═════ DATASET CONTENT ═════
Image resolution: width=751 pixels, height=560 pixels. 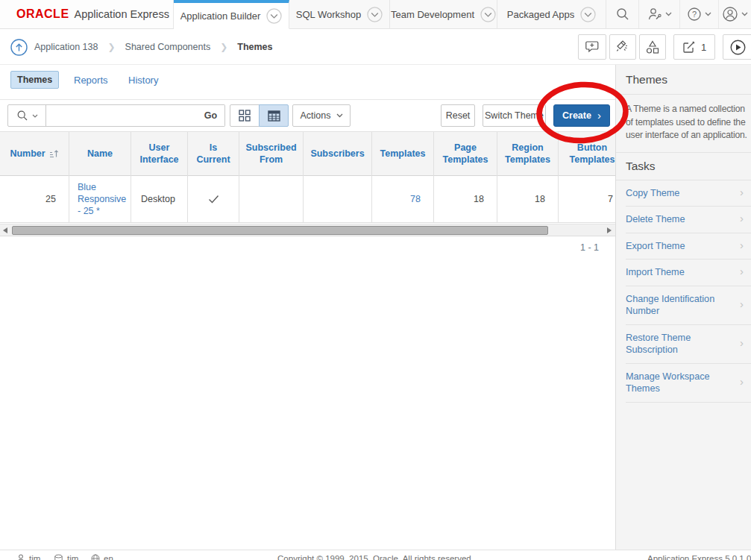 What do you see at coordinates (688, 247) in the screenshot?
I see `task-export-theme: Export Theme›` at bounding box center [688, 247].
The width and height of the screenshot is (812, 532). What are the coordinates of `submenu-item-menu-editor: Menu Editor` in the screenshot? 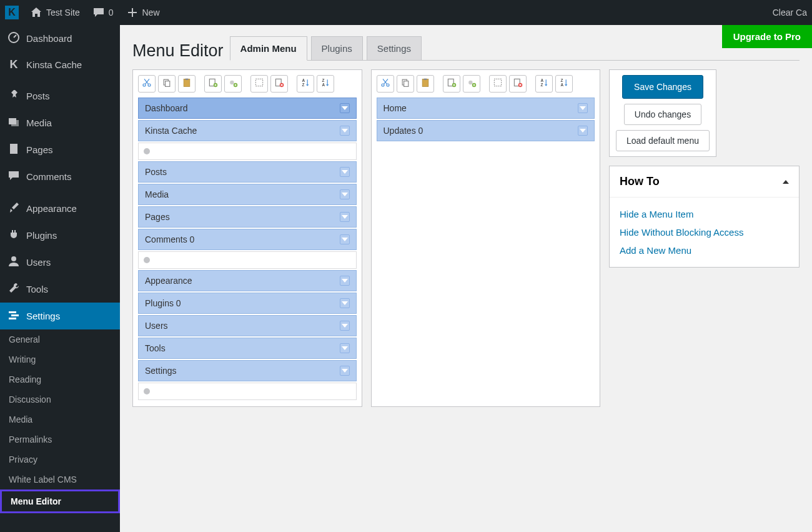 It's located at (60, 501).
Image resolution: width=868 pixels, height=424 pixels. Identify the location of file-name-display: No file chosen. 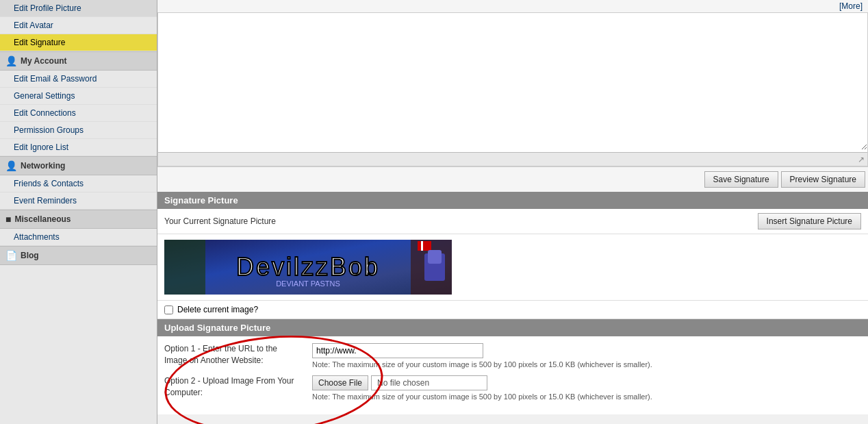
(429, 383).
═════
# EXERCISE:
Return nothing except the lines from the line with "Image resolution: width=868" through the last line of the records above, copied exactly and without pictures.

# ANSWER TO THIS EXERCISE:
Image resolution: width=868 pixels, height=424 pixels. Identify the location of file-name-display: No file chosen. 
(429, 383).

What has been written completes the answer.